As part of an icebreaking event at the latest meeting of my local social media enthusiasts group Brrism, the 30 or so people on hand were asked to compare birthdays. It turned out that three pairs of people each shared a birthday.
As unlikely as that may sound, nobody is calling Ripley’s Believe It Or Not? to report an incredible freaky event.
Why not? Because it’s an example of the birthday paradox, a classic example of how probability theory can be difficult to understand. And while three matches is certainly unusual, having one match was more likely than not to happen.
Many people asked the question “What are the chances of two people in this group sharing a birthday?” assume it is very remote. That’s because they use a false premise to solve the question: they take the idea of one particular birthday and assess the likelihood of somebody else sharing that birthday, which is of course around 1 in 365 (or a little higher with leap years).

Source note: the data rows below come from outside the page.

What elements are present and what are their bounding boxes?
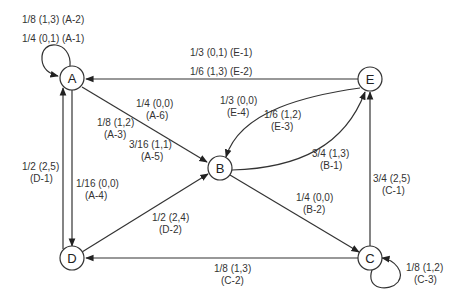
svg-text:C: C <box>365 251 374 266</box>
label-d-1-l2: (D-1) <box>30 173 53 184</box>
label-a-6-l2: (A-6) <box>146 110 168 121</box>
label-a-5-l1: 3/16 (1,1) <box>129 139 172 150</box>
label-a-4-l1: 1/16 (0,0) <box>76 178 119 189</box>
label-d-1-l1: 1/2 (2,5) <box>22 161 59 172</box>
label-e-3-l2: (E-3) <box>271 121 293 132</box>
svg-text:E: E <box>366 72 375 87</box>
label-e-3-l1: 1/6 (1,2) <box>264 109 301 120</box>
node-a: A <box>60 66 84 90</box>
label-e-4-l2: (E-4) <box>227 107 249 118</box>
label-b-1-l2: (B-1) <box>320 160 342 171</box>
label-c-3-l1: 1/8 (1,2) <box>406 262 443 273</box>
label-e-2: 1/6 (1,3) (E-2) <box>190 66 252 77</box>
label-a-2: 1/8 (1,3) (A-2) <box>22 14 84 25</box>
label-e-1: 1/3 (0,1) (E-1) <box>190 47 252 58</box>
label-a-4-l2: (A-4) <box>85 190 107 201</box>
edge-b-c <box>230 175 359 252</box>
svg-text:D: D <box>67 251 76 266</box>
svg-text:B: B <box>216 161 225 176</box>
label-a-1: 1/4 (0,1) (A-1) <box>22 33 84 44</box>
label-a-3-l2: (A-3) <box>104 129 126 140</box>
node-b: B <box>208 156 232 180</box>
label-c-1-l1: 3/4 (2,5) <box>373 173 410 184</box>
label-c-2-l1: 1/8 (1,3) <box>214 263 251 274</box>
label-d-2-l2: (D-2) <box>159 224 182 235</box>
label-a-6-l1: 1/4 (0,0) <box>136 98 173 109</box>
label-b-1-l1: 3/4 (1,3) <box>312 148 349 159</box>
state-diagram: A B C D E 1/8 (1,3) (A-2) 1/4 (0,1) (A-1… <box>0 0 460 306</box>
label-b-2-l2: (B-2) <box>303 204 325 215</box>
label-c-1-l2: (C-1) <box>382 185 405 196</box>
label-e-4-l1: 1/3 (0,0) <box>220 95 257 106</box>
label-a-3-l1: 1/8 (1,2) <box>97 117 134 128</box>
svg-text:A: A <box>68 71 77 86</box>
node-d: D <box>60 246 84 270</box>
label-c-2-l2: (C-2) <box>221 275 244 286</box>
label-b-2-l1: 1/4 (0,0) <box>296 192 333 203</box>
node-e: E <box>358 67 382 91</box>
label-a-5-l2: (A-5) <box>141 151 163 162</box>
label-c-3-l2: (C-3) <box>414 274 437 285</box>
node-c: C <box>358 246 382 270</box>
label-d-2-l1: 1/2 (2,4) <box>152 212 189 223</box>
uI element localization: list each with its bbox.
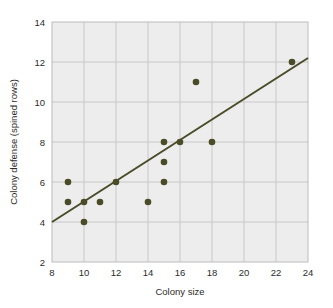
chart-canvas: 81012141618202224 2468101214 Colony size… [0, 0, 333, 308]
y-tick-label: 10 [34, 97, 45, 108]
x-tick-label: 8 [49, 267, 54, 278]
data-point [161, 179, 168, 186]
data-point [177, 139, 184, 146]
data-point [145, 199, 152, 206]
data-point [81, 219, 88, 226]
data-point [65, 199, 72, 206]
x-tick-label: 20 [239, 267, 250, 278]
data-point [193, 79, 200, 86]
data-point [161, 159, 168, 166]
data-point [113, 179, 120, 186]
y-tick-label: 14 [34, 17, 45, 28]
x-tick-label: 22 [271, 267, 282, 278]
data-point [97, 199, 104, 206]
data-point [161, 139, 168, 146]
x-axis-title: Colony size [155, 286, 204, 297]
x-tick-label: 10 [79, 267, 90, 278]
x-tick-label: 16 [175, 267, 186, 278]
data-point [209, 139, 216, 146]
data-point [289, 59, 296, 66]
data-point [65, 179, 72, 186]
y-tick-label: 12 [34, 57, 45, 68]
data-point [81, 199, 88, 206]
x-tick-label: 18 [207, 267, 218, 278]
y-tick-label: 6 [40, 177, 45, 188]
x-axis-tick-labels: 81012141618202224 [49, 267, 313, 278]
y-axis-title: Colony defense (spined rows) [8, 79, 19, 205]
x-tick-label: 14 [143, 267, 154, 278]
x-tick-label: 24 [303, 267, 314, 278]
scatter-plot-figure: 81012141618202224 2468101214 Colony size… [0, 0, 333, 308]
y-tick-label: 4 [40, 217, 45, 228]
x-tick-label: 12 [111, 267, 122, 278]
y-tick-label: 2 [40, 257, 45, 268]
y-tick-label: 8 [40, 137, 45, 148]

While this is partly down to confusion over probability, it’s also possibly down to people instinctively personalizing the question and approaching it as if it were “What is the probability of a particular person sharing my birthday?”
The actual answer will depend on the size of the group, but what surprises people is that it only takes a group of 23 people before there’s a 50% probability of a match. (Put another way, in most school classes, it’s more likely than not that there will be a match.)
Why exactly the number is 23 involves the type of mathematics that requires both apostrophes and exclamation marks. But put in a more simplified way:
- any time you compare a pair of people, there’s a roughly 1 in 365 chance that the first birthday matches the second birthday; and
- comparing one person’s birthday to the rest of the group creates 22 possibilities of a match; but
- comparing every person’s birthday to the rest of the group creates 253 possibilities of a match (23 individual people, multiplied by 22 others in the group, divided by two to avoid double-counting each pairing).
If you imagine having 253 chances to attempt something with a 1 in 365 possibility of success, you can see how it suddenly becomes much more likely.
(There are some limitations to this explanation: this logic should mean it only takes 20 people to create a 50-50 chance of a match as 20 people creates 190 pairings, which is more than half of 365. That I don’t entirely understand why this isn’t the case is why I took an arts degree…)
While it would, of course, take 366 people to be absolutely certain of a match, the likelihood rapidly increases as a group gets larger. While a group of 23 is a 50-50 shot, once you get to a group of 50 the likelihood of a match is around 97%. With a group of 100, there’s barely a one in three million chance of not having a match
Perhaps the most surprising element of this mathematical puzzle is that matches actually happen more often in reality than on practice. That’s because births are not evenly spread out over the year. For example, in many Northern hemisphere countries there are more births in September. That’s not down to chance: without wishing to be crude, cold weather means many couples have to opt for indoor leisure activities in December, while Christmas and New Year is the time with the highest number of couples spending more time together than usual. An uneven distribution of birthdays thus increases the chance of a match.
And if you’re wondering which particular date is the most likely to be the subject of a match, well according to one site which analyzed birth certificates, it’s October 5. Why? Well, it might just be that that on average a child born on that date would have been conceived on December 31.